Second: most Emergency departments over the holidays look like a merger of Bedlam and a random circle of hell from Dante’s Inferno. High acuity and high volume. I might add this holiday season war zone ambience is as predictable as, well, Christmas falling on the 25th of December. We just gird our loins and sally forth. Nevertheless, even halfway through January, we’re all a little crusty and stressed out.

So what would you say to a manager who takes vacation — and not a short one either — over the Christmas holidays? One of my minions has informed me that an ED manager at one Toronto-area hospital took vacation from roughly the middle of December to the middle of January. Needless to say, given all of the above, her staff are not impressed. They are angry. They felt abandoned at a time when leadership was needed. They resent the double standard, the flaunting of the no-vacation-over-Christmas rule. Some of them, I’m told, are so disgusted by this behaviour that they are actively seeking positions elsewhere.

I understand that managers deserve and are entitled to their vacations, and that from a staff nurse’s point of view of there may be no good time for a manager to take time off. Even so, taking vacation when staff cannot, and over time period when volumes and acuity are notoriously high indicates a certain amount of  — what? — cluelessness?

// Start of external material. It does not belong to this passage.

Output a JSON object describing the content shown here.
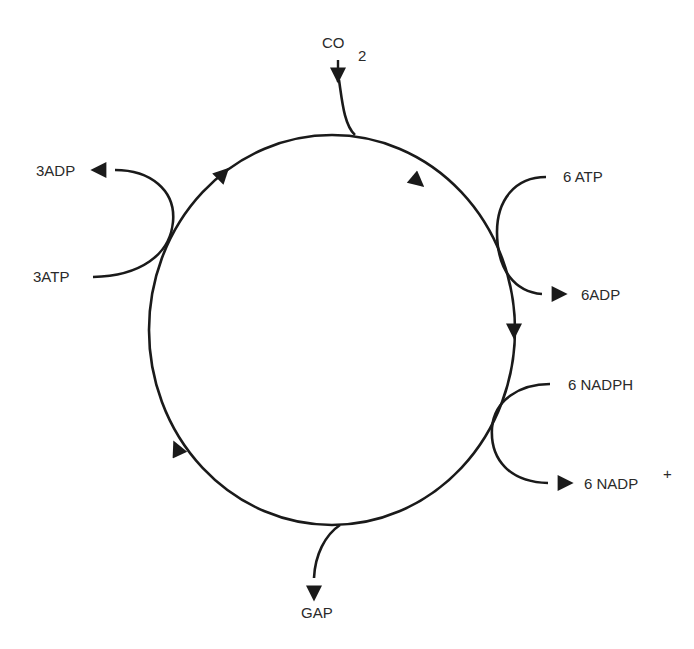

Management does have its privileges, but also has responsibilities. To me responsibility means sticking it out and providing leadership to your staff, even when it’s personally inconvenient. It might mean delaying a vacation for a month. It means not bailing out when you know things are going to be awful. This is good nursing leadership. Or am I completely off base about this?

UPDATE (22/01/12): Minor edit of mispelling. I need an editor, but can’t afford one.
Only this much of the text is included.